Friday, July 13, 2007

Essentials, Non-Essentials, and Christian Fellowship: An Introduction

The post For What Purpose was intended to stimulate thinking, dialogue and questions, and I believe it did just that. But questions need answers or else we slide down the postmodern slippery slope leading us to world of questions, undiscerning acceptance, and anarchy against biblical and pastoral authority. Over the next several posts I'd like to explore the meaning of Romans 14-15 since I referenced it so many times in the "purpose" post. I hope this exercise will proof fruitful as you put your nose in the Word of God and seek clarity and understanding from His Word.

Romans 14-15 is much more than a passage about Christian liberty. It can certainly be used to justify whatever freedom we have in Christ related to diets and days (or other non-essential issues such as the mode of baptism; the giving and receiving of wedding rings; wearing make-up or jewelry; tattoos; profanity [professing believers around the world do use language regularly that we would find offensive in our culture]; gifts of the Spirit; and the precise nature of heaven and hell). But more than being a treatise for our liberty in Christ, it is a passage where Paul, after calling believers in Rome to live a life of love - for one another, for enemies and in the way we fulfill the law by making no provision for the flesh in our relationship to God and others - Paul brings the issue of "liberty" under the microscope by bringing our Christian relationships under greater scrutiny. In other words, Paul recognizes that our opinions and convictions about these non-essential matters have great potential to divide and destroy the unity we are called to strive for in the Christian church (Eph 4:3; Heb 12:14).

The questions is this passage are significant:
(1) How are we to relate to other Christians when their beliefs on issues that are not central to the Gospel are different from our own?
(2) What is the difference between an essential belief and non-essential belief biblically?
(3) When matters of conscience become a part of our moral DNA, how do we respond to believers who are persuaded differently?
(4) Why do some Christians induldge in activities or hold to beliefs that we could never imagine participating in or believing?
(5) Is there such a beast as "gray matters" of faith - issues where there is no clear instruction from Scripture about what we should believe?

I hope that this text will answer these questions and others. Feel free to post comments or questions along the journey.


### Task statement
Every line in the material below that includes "content" should be copied.

*** Begin section ***

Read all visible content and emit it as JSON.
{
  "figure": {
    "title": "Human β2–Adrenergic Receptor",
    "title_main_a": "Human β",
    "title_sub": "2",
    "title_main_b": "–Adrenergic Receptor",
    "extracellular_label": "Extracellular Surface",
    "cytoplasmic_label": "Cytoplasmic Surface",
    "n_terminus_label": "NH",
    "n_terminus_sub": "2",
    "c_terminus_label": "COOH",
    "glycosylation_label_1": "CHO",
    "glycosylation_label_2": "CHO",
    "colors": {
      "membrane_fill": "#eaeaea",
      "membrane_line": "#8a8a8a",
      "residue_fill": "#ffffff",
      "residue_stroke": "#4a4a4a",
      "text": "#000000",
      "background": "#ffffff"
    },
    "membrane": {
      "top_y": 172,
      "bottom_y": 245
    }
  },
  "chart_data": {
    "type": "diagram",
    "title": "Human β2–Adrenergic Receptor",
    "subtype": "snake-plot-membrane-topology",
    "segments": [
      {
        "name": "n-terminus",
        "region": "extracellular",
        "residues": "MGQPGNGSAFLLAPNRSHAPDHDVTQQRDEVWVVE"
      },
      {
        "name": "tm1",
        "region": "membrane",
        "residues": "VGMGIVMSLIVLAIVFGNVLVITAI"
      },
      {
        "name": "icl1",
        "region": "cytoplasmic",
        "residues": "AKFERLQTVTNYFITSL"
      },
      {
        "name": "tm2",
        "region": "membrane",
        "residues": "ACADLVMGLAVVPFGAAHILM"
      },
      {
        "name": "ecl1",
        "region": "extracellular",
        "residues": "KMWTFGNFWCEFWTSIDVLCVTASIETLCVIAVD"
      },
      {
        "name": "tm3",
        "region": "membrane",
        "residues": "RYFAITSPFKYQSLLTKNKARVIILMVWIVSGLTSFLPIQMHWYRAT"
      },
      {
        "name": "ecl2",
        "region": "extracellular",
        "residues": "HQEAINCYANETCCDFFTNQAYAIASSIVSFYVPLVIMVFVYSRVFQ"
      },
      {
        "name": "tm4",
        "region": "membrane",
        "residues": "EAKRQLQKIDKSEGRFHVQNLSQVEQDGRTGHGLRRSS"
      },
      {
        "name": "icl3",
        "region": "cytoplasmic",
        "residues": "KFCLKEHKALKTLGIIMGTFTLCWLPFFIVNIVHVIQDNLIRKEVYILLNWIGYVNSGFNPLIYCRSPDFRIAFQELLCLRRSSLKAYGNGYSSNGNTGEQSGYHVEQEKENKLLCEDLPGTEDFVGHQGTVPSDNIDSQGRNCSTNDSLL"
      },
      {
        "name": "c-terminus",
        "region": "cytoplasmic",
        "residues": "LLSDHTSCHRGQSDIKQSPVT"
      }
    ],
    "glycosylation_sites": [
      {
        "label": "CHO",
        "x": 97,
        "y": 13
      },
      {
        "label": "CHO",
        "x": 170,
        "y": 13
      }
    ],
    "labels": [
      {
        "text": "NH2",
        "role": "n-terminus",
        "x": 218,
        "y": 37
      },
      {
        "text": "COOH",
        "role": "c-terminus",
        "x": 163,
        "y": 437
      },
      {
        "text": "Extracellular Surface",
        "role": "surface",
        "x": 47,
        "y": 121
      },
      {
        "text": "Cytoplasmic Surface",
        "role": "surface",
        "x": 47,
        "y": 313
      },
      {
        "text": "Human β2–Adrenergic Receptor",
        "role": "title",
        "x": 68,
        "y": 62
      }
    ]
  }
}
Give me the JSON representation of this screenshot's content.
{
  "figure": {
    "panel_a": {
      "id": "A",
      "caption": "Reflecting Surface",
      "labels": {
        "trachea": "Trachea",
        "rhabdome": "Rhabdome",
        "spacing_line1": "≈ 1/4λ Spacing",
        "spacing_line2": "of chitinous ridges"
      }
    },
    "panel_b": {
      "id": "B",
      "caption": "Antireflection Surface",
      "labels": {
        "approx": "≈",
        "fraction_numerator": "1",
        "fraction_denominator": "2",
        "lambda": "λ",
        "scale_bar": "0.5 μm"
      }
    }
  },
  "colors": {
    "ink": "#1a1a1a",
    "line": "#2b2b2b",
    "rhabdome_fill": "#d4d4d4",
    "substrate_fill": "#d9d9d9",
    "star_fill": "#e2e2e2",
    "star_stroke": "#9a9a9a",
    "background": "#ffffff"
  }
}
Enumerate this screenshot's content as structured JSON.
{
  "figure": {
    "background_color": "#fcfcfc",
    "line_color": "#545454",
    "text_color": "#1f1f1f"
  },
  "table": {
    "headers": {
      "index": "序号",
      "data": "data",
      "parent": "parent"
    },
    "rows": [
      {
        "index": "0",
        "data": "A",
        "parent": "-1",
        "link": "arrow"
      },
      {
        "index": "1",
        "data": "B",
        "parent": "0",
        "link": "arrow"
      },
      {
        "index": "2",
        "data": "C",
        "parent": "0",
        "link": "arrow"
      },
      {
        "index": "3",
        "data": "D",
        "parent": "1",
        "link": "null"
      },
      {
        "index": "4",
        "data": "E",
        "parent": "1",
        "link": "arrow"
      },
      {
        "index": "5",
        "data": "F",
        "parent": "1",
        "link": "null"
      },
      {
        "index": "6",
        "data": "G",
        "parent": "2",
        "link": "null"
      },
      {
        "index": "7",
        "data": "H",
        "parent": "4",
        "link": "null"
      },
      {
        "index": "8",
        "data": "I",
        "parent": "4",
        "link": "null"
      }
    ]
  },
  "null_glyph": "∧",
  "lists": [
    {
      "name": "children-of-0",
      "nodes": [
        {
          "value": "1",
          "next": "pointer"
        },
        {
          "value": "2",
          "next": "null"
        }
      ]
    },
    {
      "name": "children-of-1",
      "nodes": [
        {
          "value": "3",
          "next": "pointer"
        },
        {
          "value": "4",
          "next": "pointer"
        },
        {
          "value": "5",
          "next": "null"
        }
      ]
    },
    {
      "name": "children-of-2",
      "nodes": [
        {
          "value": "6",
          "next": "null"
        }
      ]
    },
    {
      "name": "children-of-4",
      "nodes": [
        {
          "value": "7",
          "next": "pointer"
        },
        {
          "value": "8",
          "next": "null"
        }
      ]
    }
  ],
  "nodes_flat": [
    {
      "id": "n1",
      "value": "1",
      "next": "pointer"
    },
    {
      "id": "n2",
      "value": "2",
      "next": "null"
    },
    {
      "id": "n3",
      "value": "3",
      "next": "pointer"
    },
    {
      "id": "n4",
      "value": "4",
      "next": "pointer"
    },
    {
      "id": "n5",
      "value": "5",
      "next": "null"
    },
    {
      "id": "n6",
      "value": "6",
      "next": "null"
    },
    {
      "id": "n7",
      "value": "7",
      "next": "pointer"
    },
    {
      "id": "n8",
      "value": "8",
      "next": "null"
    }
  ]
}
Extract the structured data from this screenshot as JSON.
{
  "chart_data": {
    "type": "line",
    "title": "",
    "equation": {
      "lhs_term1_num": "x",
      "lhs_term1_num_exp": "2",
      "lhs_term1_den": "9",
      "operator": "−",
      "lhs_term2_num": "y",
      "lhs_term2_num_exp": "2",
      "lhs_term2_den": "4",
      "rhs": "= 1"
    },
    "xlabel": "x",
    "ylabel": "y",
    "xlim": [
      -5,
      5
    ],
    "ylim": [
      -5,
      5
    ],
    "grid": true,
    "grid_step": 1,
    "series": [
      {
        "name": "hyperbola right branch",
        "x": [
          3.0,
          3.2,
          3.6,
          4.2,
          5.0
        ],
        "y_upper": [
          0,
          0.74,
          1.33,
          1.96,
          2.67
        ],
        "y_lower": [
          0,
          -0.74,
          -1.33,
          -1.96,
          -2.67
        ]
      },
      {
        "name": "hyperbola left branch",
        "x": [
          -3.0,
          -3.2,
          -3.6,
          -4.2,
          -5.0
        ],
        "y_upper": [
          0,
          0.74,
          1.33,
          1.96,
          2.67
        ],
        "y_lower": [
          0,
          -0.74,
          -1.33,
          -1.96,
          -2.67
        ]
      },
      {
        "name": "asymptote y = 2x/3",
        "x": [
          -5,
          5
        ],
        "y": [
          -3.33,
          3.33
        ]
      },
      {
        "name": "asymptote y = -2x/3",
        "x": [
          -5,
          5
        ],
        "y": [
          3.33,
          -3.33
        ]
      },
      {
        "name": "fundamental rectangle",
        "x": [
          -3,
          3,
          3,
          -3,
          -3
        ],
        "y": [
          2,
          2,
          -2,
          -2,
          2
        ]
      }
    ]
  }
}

*** End section ***

### Answer to the exercise
Read all visible content and emit it as JSON.
Give me the JSON representation of this screenshot's content.
Enumerate this screenshot's content as structured JSON.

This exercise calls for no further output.